The Next-Generation Matrix and R₀
The basic reproduction number decides whether a pathogen invades, but for anything more structured than a textbook SIR model — multiple host types, stages, or transmission routes — the naive “ over ” recipe breaks down. The next-generation matrix gives a rigorous, general way to compute as the dominant eigenvalue of a matrix built from the infection dynamics.
The idea
is the expected number of secondary cases produced by one typical infected individual in a fully susceptible population. In a structured model there are several kinds of infected individuals — say infants and adults, or exposed and infectious classes — and one infected of type produces a mixture of new infections across all types. We therefore need a matrix that bookkeeps “new infections in group caused by an infected in group ,” and becomes a summary of that matrix rather than a single ratio.
Construction
Work with the infected compartments only (for SIR-type models these are the , , and similar classes; and are excluded). Linearize their dynamics about the disease-free equilibrium (DFE), and split the linearized system into two parts:
- — the rate of appearance of new infections, and
- — the rate of all other transitions out of and between infected compartments (recovery, death, progression, waning).
Let and be the Jacobian matrices of and with respect to the infected variables, both evaluated at the DFE. The next-generation matrix is and the basic reproduction number is its spectral radius (largest-magnitude eigenvalue), Here requires the matrix inverse and determinant, and is found from an eigenvalue decomposition.
Interpretation
The pieces have a clean meaning. is the matrix of expected times spent in each infected state: entry is the expected time an individual who starts in state spends in state before leaving the infected classes. Multiplying by , which converts time-in-state into new infections, gives Because the total reproduction over generations is governed by repeated multiplication by , the long-run per-generation growth factor is the dominant eigenvalue , and the epidemic can invade the DFE if and only if . This is the stability threshold of the disease-free equilibrium, restated as a spectral radius.
Worked example 1: simple SIR
For the SIR model the only infected compartment is , with New infections appear at rate and transitions (recovery) remove them at rate . At the disease-free equilibrium , so the Jacobians are Then and, since a matrix is its own eigenvalue, recovering the familiar result.
Worked example 2: a two-type model
Suppose infection spreads in two host groups (say children and adults) that mix, and an infected in group transmits to group at rate , while every infected recovers at rate . Then so and is the spectral radius of this matrix. Take (per unit time) and . The eigenvalues of solve , i.e. , giving So , larger than any single group’s own because cross-group transmission amplifies spread.
In code
We build and , form , and take the spectral radius from an eigen-decomposition.
R
gamma <- 1
F <- matrix(c(2, 1,
1, 1), nrow = 2, byrow = TRUE)
V <- gamma * diag(2)
K <- F %*% solve(V)
R0 <- max(abs(eigen(K)$values))
$R0 # ~2.618 = (3 + sqrt(5)) / 2
Python
import numpy as np
gamma = 1.0
F = np.array([[2., 1.],
[1., 1.]])
V = gamma * np.eye(2)
K = F @ np.linalg.inv(V)
R0 = max(abs(np.linalg.eigvals(K)))
print(R0) # ~2.618, the spectral radius of F V^{-1}
2.618033988749895
Julia
using LinearAlgebra
γ = 1.0
F = [2.0 1.0;
1.0 1.0]
V = γ * I(2)
K = F * inv(Matrix(V))
R0 = maximum(abs.(eigvals(K)))
println(R0) # ~2.618 = (3 + √5)/2
Why it matters
The next-generation matrix is the standard tool for computing in any structured epidemic model — age groups, spatial patches, vector-borne cycles, or staged infections like SEIR. It turns the vague notion of “average secondary cases” into a precise spectral quantity whose value above or below decides invasion, and its dominant eigenvector tells you which mix of host types the epidemic will settle into. Because crosses exactly when the disease-free equilibrium loses stability, it is also the parameter that drives the transcritical bifurcation between elimination and endemicity.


== Directions ==
Return all the data exactly, keeping the pictures out.

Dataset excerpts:
----------
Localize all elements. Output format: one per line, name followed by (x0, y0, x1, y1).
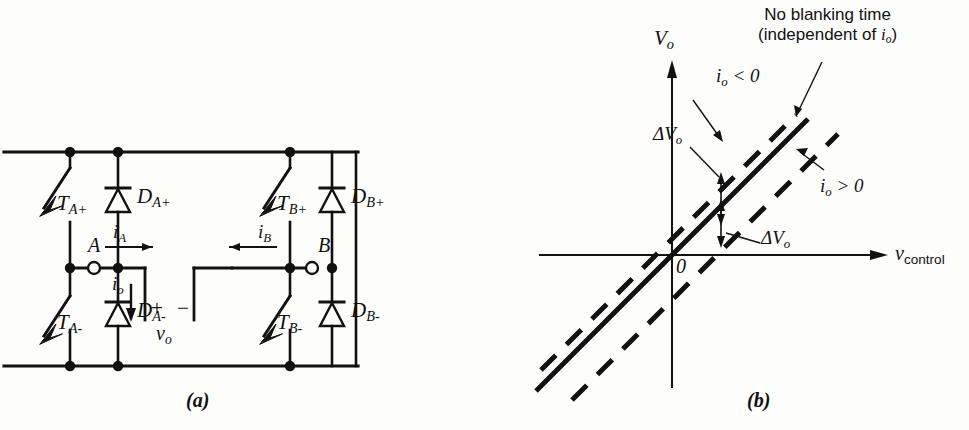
label-delta-vo-upper: ΔVo (653, 124, 682, 147)
transfer-characteristic-plot (0, 0, 969, 430)
label-io-greater-than-zero: io > 0 (820, 176, 864, 199)
leader-no-blanking (798, 62, 822, 112)
x-axis-arrowhead (870, 250, 888, 260)
caption-panel-b: (b) (747, 390, 770, 410)
figure-panel-b (0, 0, 969, 430)
annotation-line-1: No blanking time (758, 6, 897, 23)
annotation-line-2: (independent of io) (758, 26, 897, 46)
annotation-no-blanking-time: No blanking time (independent of io) (758, 6, 897, 46)
curve-io-positive-dashed (572, 134, 838, 400)
axis-label-vo: Vo (654, 28, 674, 51)
axis-label-vcontrol: vcontrol (895, 243, 945, 266)
leader-delta-upper (690, 147, 719, 177)
y-axis-arrowhead (667, 60, 677, 78)
axis-origin-label: 0 (676, 256, 686, 276)
label-io-less-than-zero: io < 0 (716, 66, 760, 89)
leader-io-negative (693, 100, 720, 138)
label-delta-vo-lower: ΔVo (761, 228, 790, 251)
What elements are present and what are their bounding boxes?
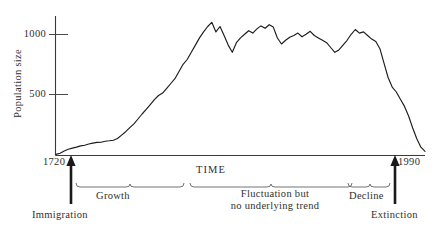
----------
== Output ==
Localize all elements. Output format: one per line, name followed by (x0, y0, x1, y1).
label-delta-vo-upper: ΔVo (653, 124, 682, 147)
transfer-characteristic-plot (0, 0, 969, 430)
label-io-greater-than-zero: io > 0 (820, 176, 864, 199)
leader-no-blanking (798, 62, 822, 112)
x-axis-arrowhead (870, 250, 888, 260)
caption-panel-b: (b) (747, 390, 770, 410)
figure-panel-b (0, 0, 969, 430)
annotation-line-1: No blanking time (758, 6, 897, 23)
annotation-line-2: (independent of io) (758, 26, 897, 46)
annotation-no-blanking-time: No blanking time (independent of io) (758, 6, 897, 46)
curve-io-positive-dashed (572, 134, 838, 400)
axis-label-vo: Vo (654, 28, 674, 51)
axis-label-vcontrol: vcontrol (895, 243, 945, 266)
leader-delta-upper (690, 147, 719, 177)
y-axis-arrowhead (667, 60, 677, 78)
axis-origin-label: 0 (676, 256, 686, 276)
label-io-less-than-zero: io < 0 (716, 66, 760, 89)
leader-io-negative (693, 100, 720, 138)
label-delta-vo-lower: ΔVo (761, 228, 790, 251)
What elements are present and what are their bounding boxes?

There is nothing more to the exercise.